A professor has turned to artificial intelligence (AI) in a bid to help people express themselves from behind masks amid the COVID-19 pandemic.
A project to create EmoMasks headed by National Tsing Hua University associate professor Pao Sheng-ying (包盛盈) uses AI to detect and express emotional states, hoping to break down the barrier to such behavior created by a government mask mandate.
Standard masks have become the new norm in Taiwan and the world since the outbreak of COVID-19, and while people in Taiwan are more accepting of them, wearing a mask abroad still projects aloofness or indifference, Pao said on Sunday.
Citing unspecified research, she said that non-verbal communication, especially among humans, largely relies on the muscles of the mouth and nose, which are covered by masks.
After masks were mandated in Taiwan in almost all settings after an outbreak of COVID-19 in May, the rules — along with social distancing orders — she wondered whether there was a way to maintain a semblance of normal interaction while sticking to the rules, Pao said.
After discussing her thoughts with National Taiwan University Department of Mechanical Engineering student Liang Shun-hsun (梁舜勛), the idea resulted in the creation of the EmoMask, Pao added.
The EmoMask is an interactive, electronic device that gauges emotions with speech recognition and sensors, and outputs feelings, semantic animations or other interactive messages on a display panel, she said.
EmoMasks might be useful in factories, hospitals and tertiary service industries, she said.
However, development is still in its preliminary phase and the specialized mask has not yet been developed for commercial use, Pao said.
The design has allowed her to keep in touch with her academic roots — having obtained a doctorate at the MIT Media Lab, a research laboratory at the Massachusetts Institute of Technology — and is another step on the path to integrating technology and art, she said, adding that her previous work, Light Byte, was a similar attempt.
Light Byte used a real-time heat-sensing algorithm to manipulate wood panels on an installation to allow light into a room in patterns based on user input — typically crude drawings.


(Your goal):
The copy must match the data word for word and contain no pictures.

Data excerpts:

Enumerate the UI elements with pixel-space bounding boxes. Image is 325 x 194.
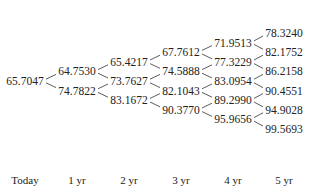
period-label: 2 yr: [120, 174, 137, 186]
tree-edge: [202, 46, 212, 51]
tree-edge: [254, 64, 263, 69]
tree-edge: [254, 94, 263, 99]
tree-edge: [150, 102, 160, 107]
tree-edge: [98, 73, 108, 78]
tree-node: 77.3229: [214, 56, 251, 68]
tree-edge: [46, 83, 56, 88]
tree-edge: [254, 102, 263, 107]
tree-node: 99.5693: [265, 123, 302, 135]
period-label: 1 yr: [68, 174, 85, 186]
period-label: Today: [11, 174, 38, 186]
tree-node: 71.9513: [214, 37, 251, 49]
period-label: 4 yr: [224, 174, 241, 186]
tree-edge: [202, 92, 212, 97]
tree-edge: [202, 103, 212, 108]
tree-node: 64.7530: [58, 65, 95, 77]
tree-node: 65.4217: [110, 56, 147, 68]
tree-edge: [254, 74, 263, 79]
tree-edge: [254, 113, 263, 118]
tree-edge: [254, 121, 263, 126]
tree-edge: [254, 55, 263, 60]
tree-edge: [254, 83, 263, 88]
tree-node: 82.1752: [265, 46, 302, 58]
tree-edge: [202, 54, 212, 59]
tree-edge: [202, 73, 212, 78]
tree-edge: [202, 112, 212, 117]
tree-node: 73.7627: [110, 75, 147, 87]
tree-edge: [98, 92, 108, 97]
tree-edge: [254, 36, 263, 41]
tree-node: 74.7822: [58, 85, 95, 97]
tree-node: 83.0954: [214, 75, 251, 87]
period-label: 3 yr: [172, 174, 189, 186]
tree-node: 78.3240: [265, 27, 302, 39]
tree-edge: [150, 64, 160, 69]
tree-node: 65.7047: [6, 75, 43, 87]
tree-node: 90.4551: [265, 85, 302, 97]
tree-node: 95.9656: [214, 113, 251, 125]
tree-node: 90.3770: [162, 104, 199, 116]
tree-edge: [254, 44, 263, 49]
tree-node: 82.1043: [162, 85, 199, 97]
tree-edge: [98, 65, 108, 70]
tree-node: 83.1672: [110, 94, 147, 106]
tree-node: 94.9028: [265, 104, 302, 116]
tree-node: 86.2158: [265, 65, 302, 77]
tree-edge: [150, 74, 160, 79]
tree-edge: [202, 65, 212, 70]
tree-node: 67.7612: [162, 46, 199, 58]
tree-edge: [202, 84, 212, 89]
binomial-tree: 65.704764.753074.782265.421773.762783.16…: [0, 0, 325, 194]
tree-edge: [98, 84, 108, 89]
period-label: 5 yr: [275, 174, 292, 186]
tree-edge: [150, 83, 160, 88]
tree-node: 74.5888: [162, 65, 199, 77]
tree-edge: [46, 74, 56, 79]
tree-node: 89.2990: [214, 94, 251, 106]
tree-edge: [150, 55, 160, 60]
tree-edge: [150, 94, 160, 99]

(Solution below):
Enumerate the UI elements with pixel-space bounding boxes. Image is 325 x 194.
period-label: 2 yr: [120, 174, 137, 186]
tree-edge: [202, 46, 212, 51]
tree-edge: [254, 64, 263, 69]
tree-edge: [254, 94, 263, 99]
tree-edge: [150, 102, 160, 107]
tree-edge: [98, 73, 108, 78]
tree-node: 77.3229: [214, 56, 251, 68]
tree-edge: [46, 83, 56, 88]
tree-edge: [254, 102, 263, 107]
tree-node: 99.5693: [265, 123, 302, 135]
period-label: 1 yr: [68, 174, 85, 186]
period-label: Today: [11, 174, 38, 186]
tree-node: 71.9513: [214, 37, 251, 49]
period-label: 4 yr: [224, 174, 241, 186]
tree-edge: [202, 92, 212, 97]
tree-edge: [202, 103, 212, 108]
tree-node: 64.7530: [58, 65, 95, 77]
tree-node: 65.4217: [110, 56, 147, 68]
tree-edge: [254, 74, 263, 79]
tree-edge: [254, 113, 263, 118]
tree-edge: [254, 121, 263, 126]
tree-edge: [254, 55, 263, 60]
tree-edge: [254, 83, 263, 88]
tree-node: 82.1752: [265, 46, 302, 58]
tree-edge: [202, 54, 212, 59]
tree-edge: [202, 73, 212, 78]
tree-edge: [202, 112, 212, 117]
tree-node: 73.7627: [110, 75, 147, 87]
tree-edge: [98, 92, 108, 97]
tree-edge: [254, 36, 263, 41]
tree-node: 74.7822: [58, 85, 95, 97]
tree-node: 83.0954: [214, 75, 251, 87]
period-label: 3 yr: [172, 174, 189, 186]
tree-node: 78.3240: [265, 27, 302, 39]
tree-edge: [150, 64, 160, 69]
tree-node: 65.7047: [6, 75, 43, 87]
tree-node: 90.4551: [265, 85, 302, 97]
tree-node: 95.9656: [214, 113, 251, 125]
tree-node: 90.3770: [162, 104, 199, 116]
tree-edge: [254, 44, 263, 49]
tree-node: 82.1043: [162, 85, 199, 97]
tree-edge: [98, 65, 108, 70]
tree-node: 83.1672: [110, 94, 147, 106]
tree-node: 94.9028: [265, 104, 302, 116]
tree-node: 86.2158: [265, 65, 302, 77]
tree-edge: [150, 74, 160, 79]
tree-edge: [202, 65, 212, 70]
tree-node: 67.7612: [162, 46, 199, 58]
tree-edge: [202, 84, 212, 89]
binomial-tree: 65.704764.753074.782265.421773.762783.16…: [0, 0, 325, 194]
tree-edge: [98, 84, 108, 89]
period-label: 5 yr: [275, 174, 292, 186]
tree-edge: [150, 83, 160, 88]
tree-node: 74.5888: [162, 65, 199, 77]
tree-edge: [46, 74, 56, 79]
tree-node: 89.2990: [214, 94, 251, 106]
tree-edge: [150, 55, 160, 60]
tree-edge: [150, 94, 160, 99]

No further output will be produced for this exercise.